Wednesday, January 27, 2010

Dorothy Dix Says...



This week's column - which dates to January 25, 1940 - is a back-to-the-basics lesson in etiquette. The letter writer must have written the morning after a dinner party she hosted or attended was ruined by a very late guest.

Dear Dorothy Dix - What do you think of a woman who never keeps any appointment or arrives at any function on time? When she is invited to dinner she keeps her hostess and the other guests waiting thirty or forty minutes while the soup scorches and the souffle falls and everybody gets hungrier and hungrier and crosser and crosser and the affair is ruined. Otherwise this woman is charming and pleasant, but she is losing all of her friends by her utter disregard of other people's convenience.

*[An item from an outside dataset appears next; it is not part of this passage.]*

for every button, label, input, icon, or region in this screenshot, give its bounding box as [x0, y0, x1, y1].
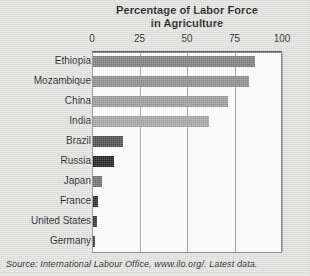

Answer - It is said that promptness is the courtesy of kings, and certainly nothing shows utter lack of breeding as for a selfish individual to make other people wait for him or her. I knew one woman who solved this problem of the dilatory guest very satisfactorily. In her house when dinner was at 8 it was promptly at 8, and the guests who arrived late were served the course that was then in progress, and if they only got in for the salad it was just too bad for them. The result was that as far as Mrs. B., who was noted for her famous food, was concerned, her guests were always on time. I recommend this plan. It always works.

7 comments:

Packrat said...

Okay, I'd guests a few minutes in case of bad traffic, but this sounds good to me. Course, now will cell phones (providing they work were you are) there isn't any excuse not to call.

Packrat said...

PS - I sure cannot spell or write well! I was trying to say, "I'd give guests a few minutes..." Sometimes I think blogger or whatever messes up what we type. Does anyone else ever think that? lol

Little Black Car said...

We've always followed this policy: If you get there late, you eat what's left over. If you care, you'll be there on time (more or less). I hate being late for events.

There is an editorial in the New York Times today about a couple with different entertaining styles: She's a night owl, he's an early bird. While I disagree with the "early to bed, early to rise" bit (I'm a night owl and I think we get the same stuff done as do early birds, just at different times of the day), I think the approach to arrival time the writer assumes is absurd. If you told me to be at dinner at 6:30, I'd be there at 6:30, not 8:30! And if I asked you to be there at 6:30 and you arrived at 8:30, I'd think . . . well, I'd be surprised, because I'd have assumed long ago that you weren't coming.

weenie_elise said...

yep, Emily Post also recommends starting the meal when you had planned and the late person can just come into the course you are up too... or offering them the previous courses if it's convenient

Jitterbug said...

I'm glad Emily Post and Dorothy Dix are in sync on this one --- I'd start serving the meal, too. And I hate when people with cell phones think their belatedness is completely excused if they call you 17 times to tell you why they're running late, they're getting into their car, they're five minutes away, they just had to stop for something, etc. Just because they call doesn't make it go away. It gets even ruder that they're making you answer the phone 17 times. Somebody said once that a continually late person doesn't value your time as much as their own. I agree!

Mrs Tailleur said...

There is a french proverb "people who are always late cause people to talk about them." That is just what happens. I used to work with a girl who was always late and her kids were always late. Then she would say everyone is talking about me.

Jitterbug said...

And never be the first one to leave a party of catty people --- you'll be gossiped about, too!